Once you have at least one indexer saved, use the Test All button under Indexers to verify every entry responds correctly. Failed indexers show a red indicator with an error message – common causes include an expired API key, a site being temporarily down, or a wrong base URL for self-hosted Jackett migrations. Fix issues at the source before connecting apps, because any broken indexer in Prowlarr will produce confusing errors downstream in Sonarr and Radarr.

Connecting Prowlarr to Sonarr and Radarr
Prowlarr pushes indexers to connected apps through their built-in API. To set up the connection, go to Settings > Apps inside Prowlarr and click the plus button. Select Sonarr from the list. You will need three things: Sonarr’s base URL (the same address you use to open its web UI), its API key, and the sync level you want Prowlarr to use.

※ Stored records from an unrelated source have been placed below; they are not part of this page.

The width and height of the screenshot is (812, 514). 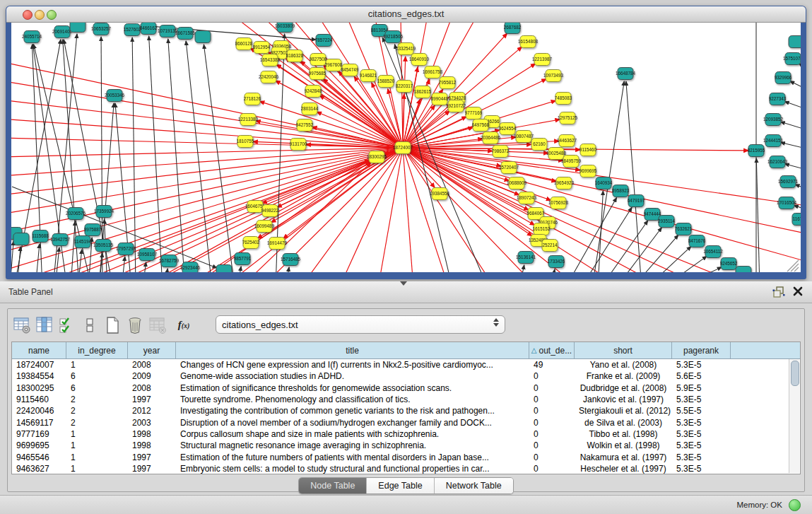 I want to click on table-cell: 2012, so click(x=152, y=411).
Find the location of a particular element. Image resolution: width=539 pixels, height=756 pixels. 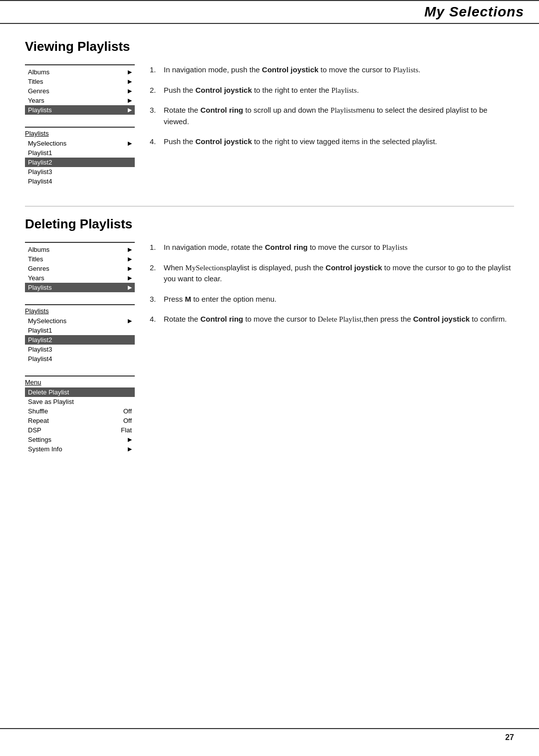

viewing-playlists-body: Albums ▶ Titles ▶ Genres ▶ Years ▶ is located at coordinates (270, 125).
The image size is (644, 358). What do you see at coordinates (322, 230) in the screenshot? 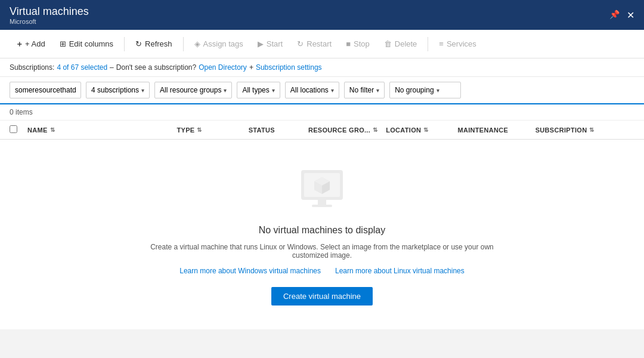
I see `empty-state-title: No virtual machines to display` at bounding box center [322, 230].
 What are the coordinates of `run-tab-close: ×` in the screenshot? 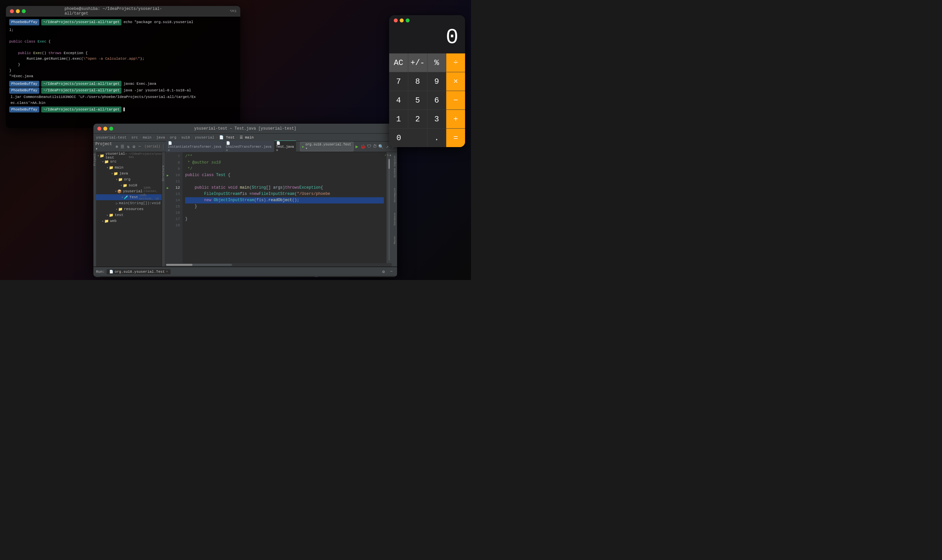 It's located at (167, 272).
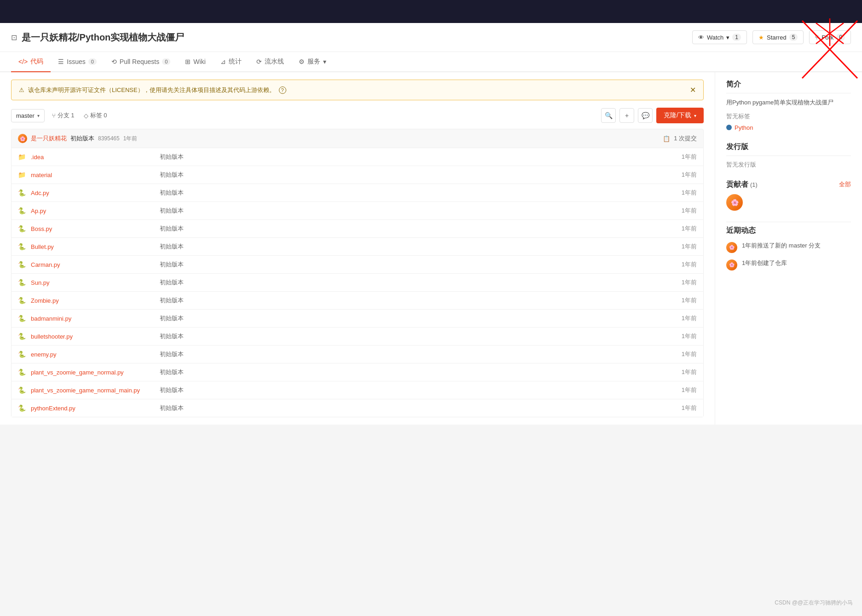  What do you see at coordinates (693, 90) in the screenshot?
I see `warning-close-button: ✕` at bounding box center [693, 90].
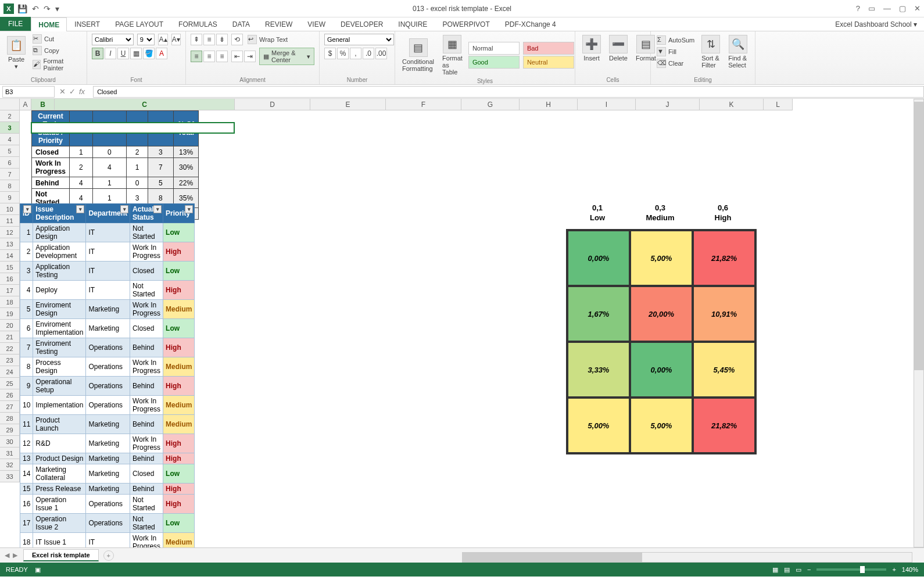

Find Sonarr’s API key under Settings > General in the Sonarr interface – it is listed under Security as a long alphanumeric string. Paste it into Prowlarr’s Sonarr app form, enter the base URL, and set Sync Level to “Full Sync.” This tells Prowlarr to automatically add, update, and remove indexers in Sonarr whenever you make changes in Prowlarr. Hit Test, confirm the green checkmark, then save. Repeat the same process for Radarr using its own API key and port. After saving both, Prowlarr immediately syncs your indexers into each app – open Sonarr’s Settings > Indexers page and you will see them already populated, marked as managed by Prowlarr.
Keeping Sync Clean and Troubleshooting Issues
Once the connection is live, resist the urge to edit indexers directly inside Sonarr or Radarr. Prowlarr owns those entries now. Any change made in the downstream app will be overwritten the next time Prowlarr syncs, which happens automatically whenever you save an indexer change in Prowlarr. All edits – adding new trackers, rotating API keys, disabling a dead indexer – should happen exclusively in Prowlarr’s interface.
If indexers stop appearing or go missing in Sonarr or Radarr, check Settings > Apps in Prowlarr first. A broken app connection shows a red status icon. The most common cause is a changed API key in the downstream app – if someone regenerated Sonarr’s API key, Prowlarr loses access until you update the key in the app settings. Network changes, like a container IP shift after a Docker rebuild, produce the same symptom and require a URL update in the app entry.
Prowlarr also has its own search tab that lets you run manual queries across all connected indexers at once. This is useful for confirming that a specific indexer returns results for a title before assuming Sonarr or Radarr has a different problem. If a manual search in Prowlarr comes back empty for a known release, the problem is with the indexer itself. If Prowlarr finds results but Sonarr does not grab them, the issue lives in Sonarr’s quality profiles, language settings, or release filters – not in the indexer layer at all.

If you run additional *arr apps like Lidarr or Readarr, the connection process is identical – add each one under Settings > Apps in Prowlarr with its own API key and URL. The only extra step is reviewing category mappings for each app, since music and book indexers use different Newznab category codes than TV and movies. Getting those categories right per app is what keeps search queries targeted and prevents Prowlarr from hammering indexers with irrelevant requests every time one of your apps triggers an automatic search.